Class time and place :

T,Th/9:55-10:45 a.m./Crapo Hall G313 (section 1)

T, Th/ 1:35-2:25p.m. /Crapo Hall G313 (section 2)

Lab time and room:  

We,Fr/ 8:05-10:45 a.m./C115, Moench Hall (section1)

 We,Fr/1:35-4:15 a.m. /C115, Moench Hall (section 2)

Office Hours:      

T, Th/ 4:20-5: 10 and We, Fr/ 10: 50-11:40 (or just stop by)

Office location:         MOENCH  HALL/F204

 


  


 Required textbook: Stephen Brown and Zvonko Vranesic, “Fundamentals of Digital Logic with Verilog Design”, McGraw-Hill Companies, Inc., 2003.

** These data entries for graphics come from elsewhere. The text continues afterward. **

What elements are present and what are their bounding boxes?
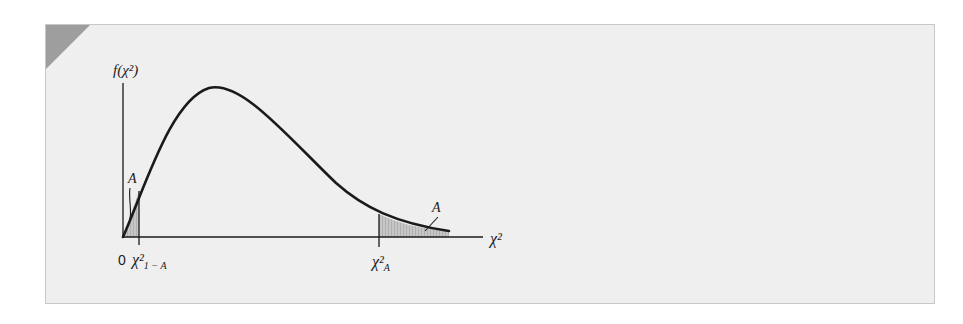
- upper-critical-label: χ²A: [370, 253, 391, 273]
- lower-critical-label: χ²1 − A: [130, 251, 168, 271]
- upper-tail-region: [379, 214, 449, 237]
- x-axis-label: χ²: [488, 230, 503, 248]
- upper-tail-area-label: A: [431, 200, 441, 215]
- origin-label: 0: [118, 252, 126, 268]
- chi-squared-density-figure: f(χ²) χ² 0 χ²1 − A χ²A A A: [46, 25, 935, 304]
- figure-panel: f(χ²) χ² 0 χ²1 − A χ²A A A: [45, 24, 935, 304]
- lower-tail-area-label: A: [127, 171, 137, 186]
- density-curve: [123, 87, 449, 237]
- y-axis-label: f(χ²): [113, 62, 138, 79]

Lab Book:  Bill Eccles “ECE 330- Digital Design Laboratory”(to be distributed in class)



Recommended text book:

John F. Wakerly “Digital Design Principles and Practices” 3rd Edition Updated, , Prentice-Hall, 2001 (electrical charactheristics of  CMOS and TTL logic circuits, ABEL )

Thomas Floyd “Digital Fundamentals”, 8 th  edition, 2003 ( PLDs, ABEL)

Michael D. Ciletti “Advanced Digital Design with the Verilog HDL”, Pearson Education, Inc., Upper Saddle River, New Jersey 07458, 2003.

 



 


 


Course objectives: This is the second course in digital design after ECE130, where principles of digital system design are covered. This course will introduce a number a number of practical issues in digital system design such as device electrical characteristics, I/O behavior, modeling and device interfacing. It will also introduce hardware description languages (ABEL, Verilog) to describe a digital design and discuss design and implementation of combinational and sequential circuits with programmable logic devices such as Gate Array Logic chips (GAL) and  Field Programmable Gate Array chips (FPGA).

 

 Laboratory:  Labs are performed in groups of two students. One lab notebook should be maintained within each group. If is required, a prelab  will be due before the lab period and will account for 10% to 40% of the final lab grade. A late demonstration and a regular lab report will carry a 10 % grade reduction for each day it is late.

Lab formal reports:  Labs 6, 7, 8, 9 will require a formal lab report on completed projects. Each formal lab report   will be written by one student from a lab group. Only the author of the report will get credit.  Authorship will alternate from one team member to another through labs  6, 7, 8, 9.

 Grading Policy: Because this course does not have a final exam, the  final grade has the following distribution;

Lab 1b

5%

Lab 3b

5%

Lab 5 b

5%

Lab7 report

8%

Lab 9 report

7%

Lab 2a

5%

Lab 4a

5%

Lab 6

10%

Lab 8

10%

 

 

Lab 2b

5%

Lab 4b

5%

Lab 6 report

8 %

Lab 8

report

7%

 

 

Lab 3a

5%

Lab 5a

5%

Lab 7

10%

Lab9

10%

 

 

 The cumulative score must be at a passing level (i.e>= 60%) in order to pass the course. All lab works (prelabs, lab  reports) must be submitted in order to pass the course.

 

ECE Department  course objectives:

 After successfully completing this course the student should be able to:

1. Have an improved understanding of combinational and sequential logic design initially encountered in EC 130.

2. Design, implement in hardware and test various logical systems, both combinational and sequential.

3. Understand at a basic level the differences among TTL, PLA/GAL, and FPGA devices by developing circuits using each family.

4. Describe logical systems in a high-level language such as VHDL or Verilog.

5. Manipulate an industrial-strength design automation tool such as the Xilinx Foundation Series.

6. Continue the practice of working in pairs to reach a common goal.

7. Prepare formal reports on completed projects.

8. Use external resources and self-learning to learn to use tools and devices.